Kohli himself might have found it a tad bizarre. For a better part of the last decade and half, the 37-year-old has always walked onto a cricket field to an uproarious welcome.

Even his return to Ranji Trophy earlier this year after a hiatus of 12 years at Ferozeshah Kotla had drawn huge crowds.

But on a sunny Wednesday, Kohli made a rather unfamiliar, lonely walk to the middle — no cheers, no chants of "Kohli... Kohli!" and not even that ubiquitous RCB cries that reverberate around stadiums irrespective of the formats he plays.

The thick veil of silence was breached only when the fielding side players chatted among themselves or when occasional applause emanated from the respective dressing rooms.

But the entire sight had its own charm. A champion cricketer who has always been flanked on either side by fame and fans, was now doing it all alone.
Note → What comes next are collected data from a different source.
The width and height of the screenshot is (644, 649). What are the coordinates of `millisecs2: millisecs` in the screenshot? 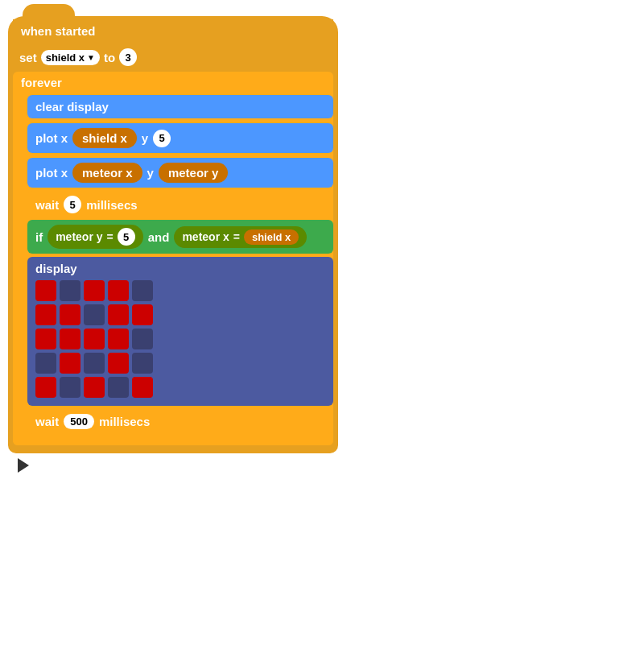 It's located at (124, 422). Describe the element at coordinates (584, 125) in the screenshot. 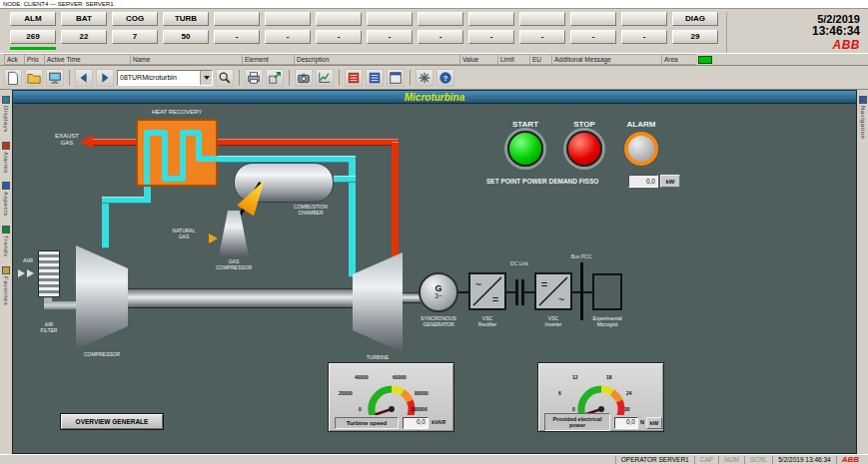

I see `stop-label: STOP` at that location.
There were short chats and high-fives with teammates, a diving stop to deny Ricky Bhui another boundary, and a quick word of advice to Delhi pacer Navdeep Saini when Andhra batters carted him around.

Kohli even jived to some imaginary tune. Perhaps, an effort to recreate an air of exuberance and theatre around him, something he loves to do so dearly on a cricket field.
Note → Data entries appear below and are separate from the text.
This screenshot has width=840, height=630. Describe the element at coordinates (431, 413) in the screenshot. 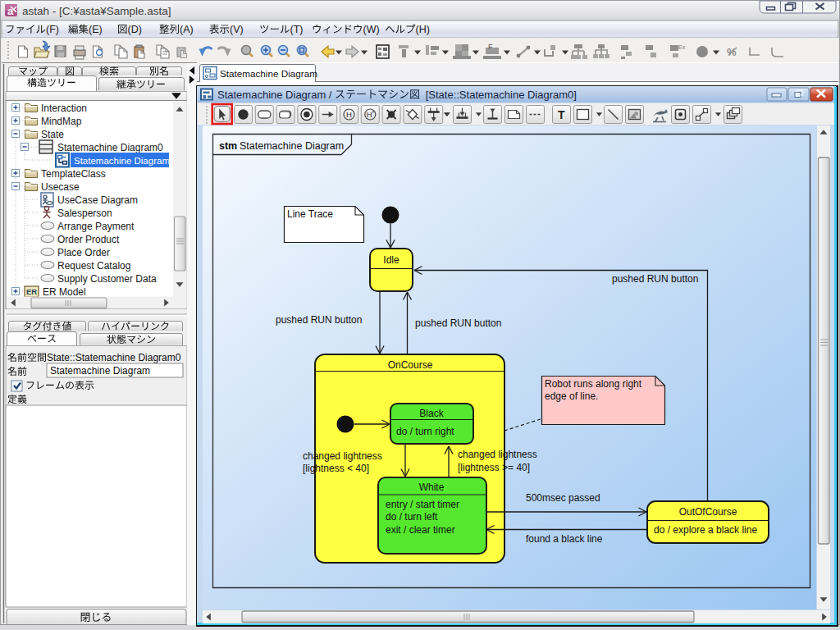

I see `svg-text: Black` at that location.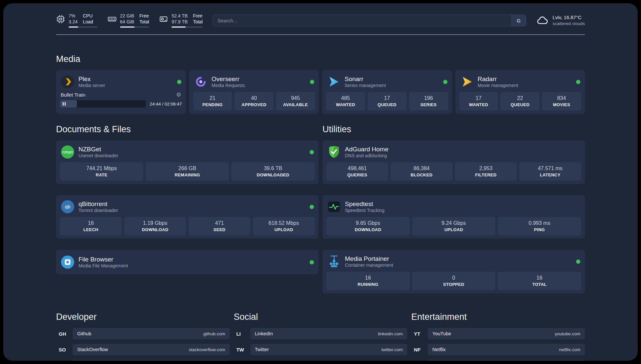 The image size is (641, 364). Describe the element at coordinates (151, 349) in the screenshot. I see `bookmark-link: StackOverflow stackoverflow.com` at that location. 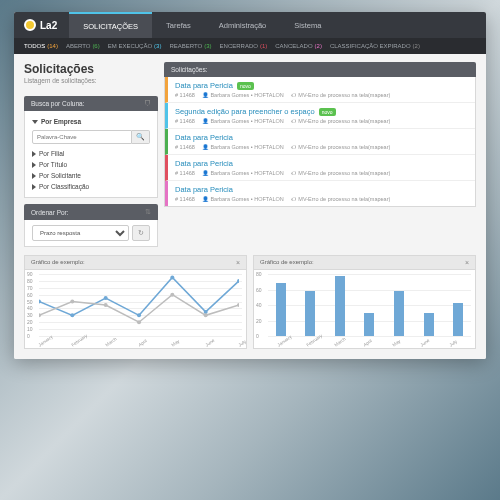 What do you see at coordinates (308, 25) in the screenshot?
I see `tab-sistema: Sistema` at bounding box center [308, 25]. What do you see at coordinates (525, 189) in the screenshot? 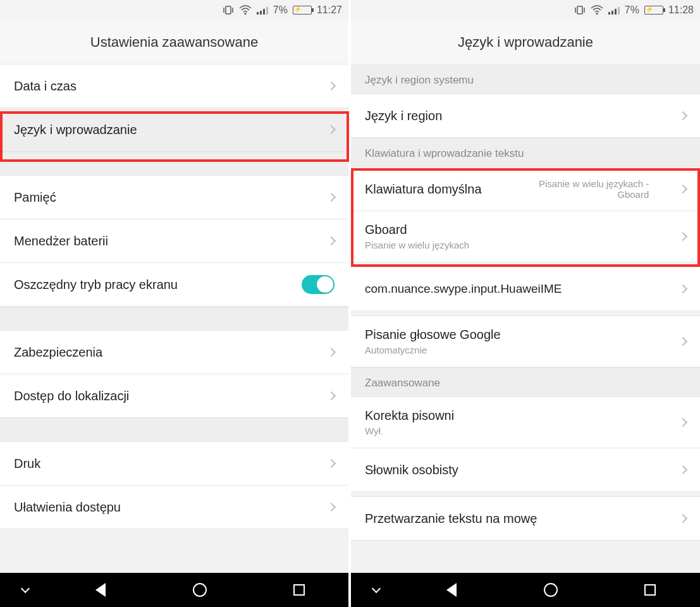
I see `row-default-keyboard: Klawiatura domyślna Pisanie w wielu języ…` at bounding box center [525, 189].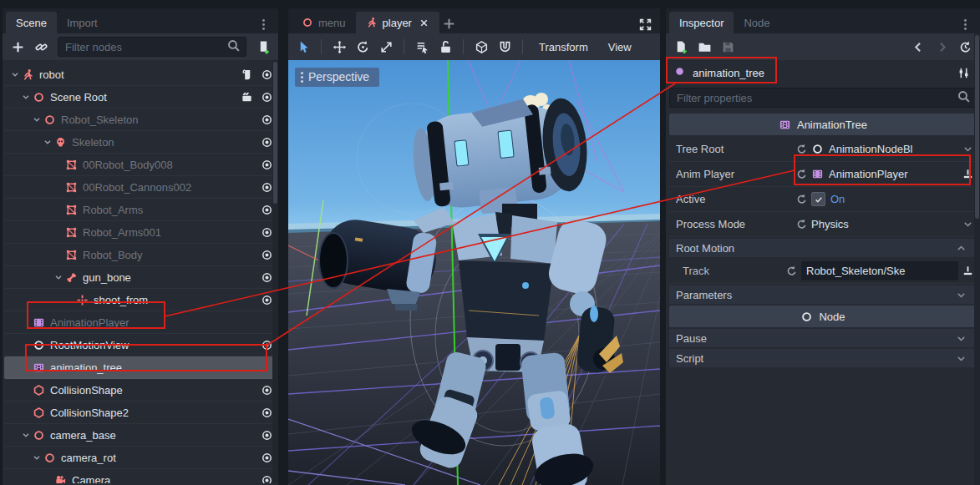 The width and height of the screenshot is (980, 485). Describe the element at coordinates (398, 23) in the screenshot. I see `scene-tab-player: player` at that location.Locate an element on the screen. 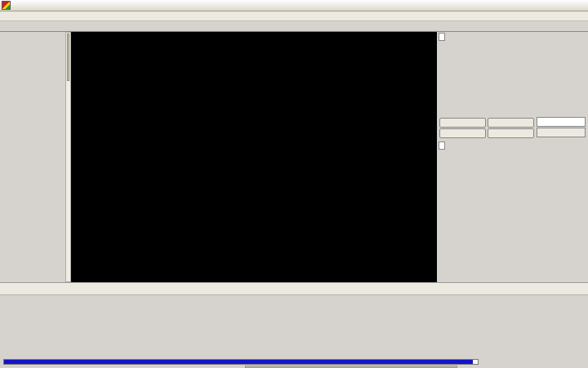 The height and width of the screenshot is (368, 588). ve-table-title is located at coordinates (442, 37).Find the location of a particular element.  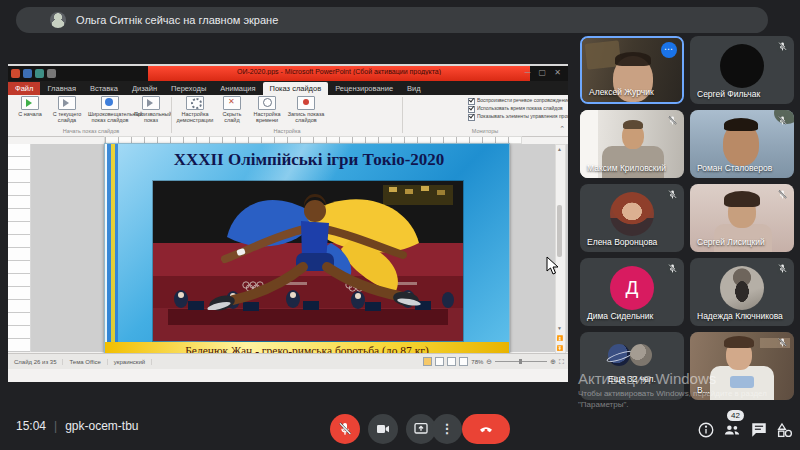

participant-name: Роман Сталоверов is located at coordinates (734, 168).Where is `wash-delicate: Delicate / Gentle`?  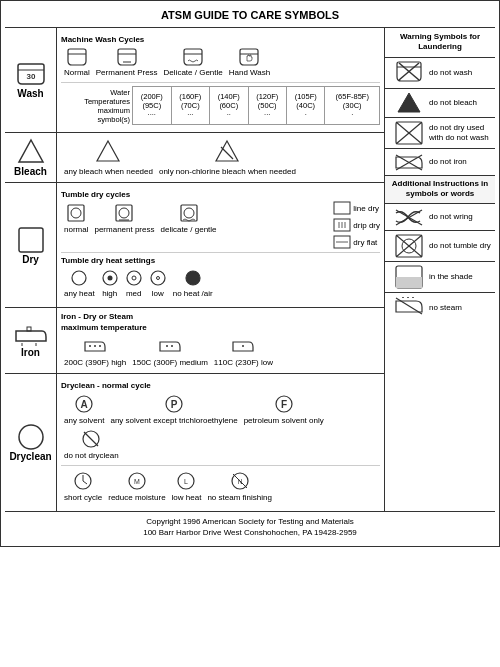
wash-delicate: Delicate / Gentle is located at coordinates (194, 62). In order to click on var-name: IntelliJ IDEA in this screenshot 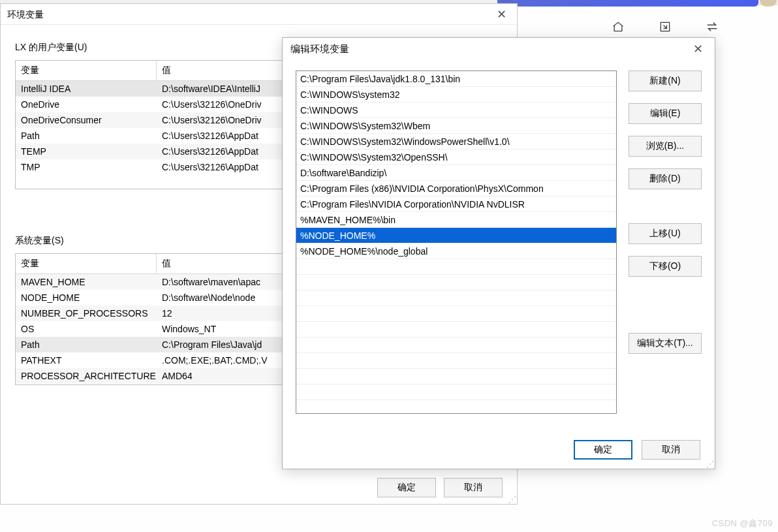, I will do `click(86, 89)`.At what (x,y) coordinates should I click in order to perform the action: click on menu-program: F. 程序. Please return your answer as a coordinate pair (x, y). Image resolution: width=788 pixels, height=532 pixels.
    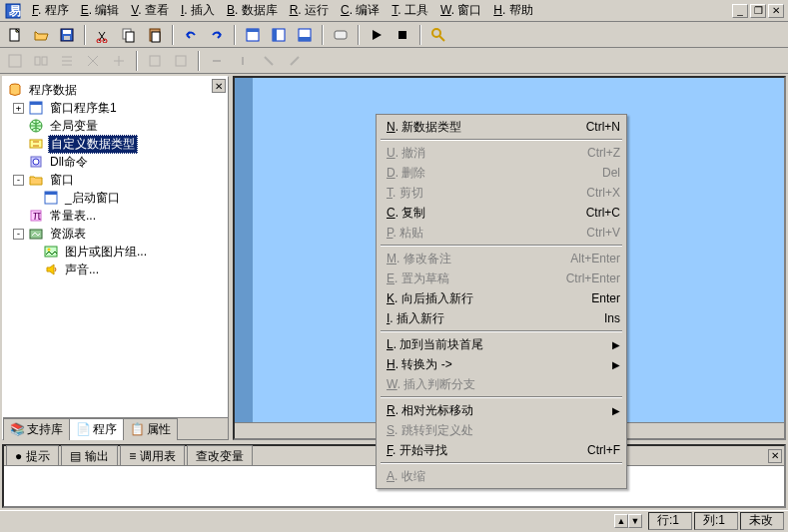
    Looking at the image, I should click on (50, 10).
He was trying to flame the dramatist inside him, which often drove him to some dizzying peaks.

Kohli the master batter

But that situational solitude did not affect his batting. Barring a couple of drops, Kohli slipped into his familiar ‘Chase Master’ garb with ease.

His money shots were on full view on Wednesday — pulls, charge to spinners, flicks, cuts and those beautiful perpendicular bat straight drives.

Fifty came in 39 balls and 100 in 83 balls, but none of those moments were celebrated with usual gusto. But a simple wave to the dressing room marked the occasion.

In fact, silence shrouded those moments so deep that a blink could have made one miss them.

But there was another side to it. Perhaps, Kohli too might have enjoyed that slice of loneliness which he often craves for.

That search for privacy has made him set an alternate base in London apart from his uber posh Mumbai dwelling. Here, he had all the desired isolation.

But the day ended in familiar chaos. Andhra cricketers and officials mobbed him for photographs and autographs, and he obliged with a smile.

“It was a dream to play in the same match as Kohli. I always wanted to play with or in the opposition (of Kohli), and the all the Andhra cricketers were elated at the opportunity,” said fellow centurion Ricky Bhui after the match.

As boxing legend Frank Bruno once said: ‘Boy! That’s cricket.”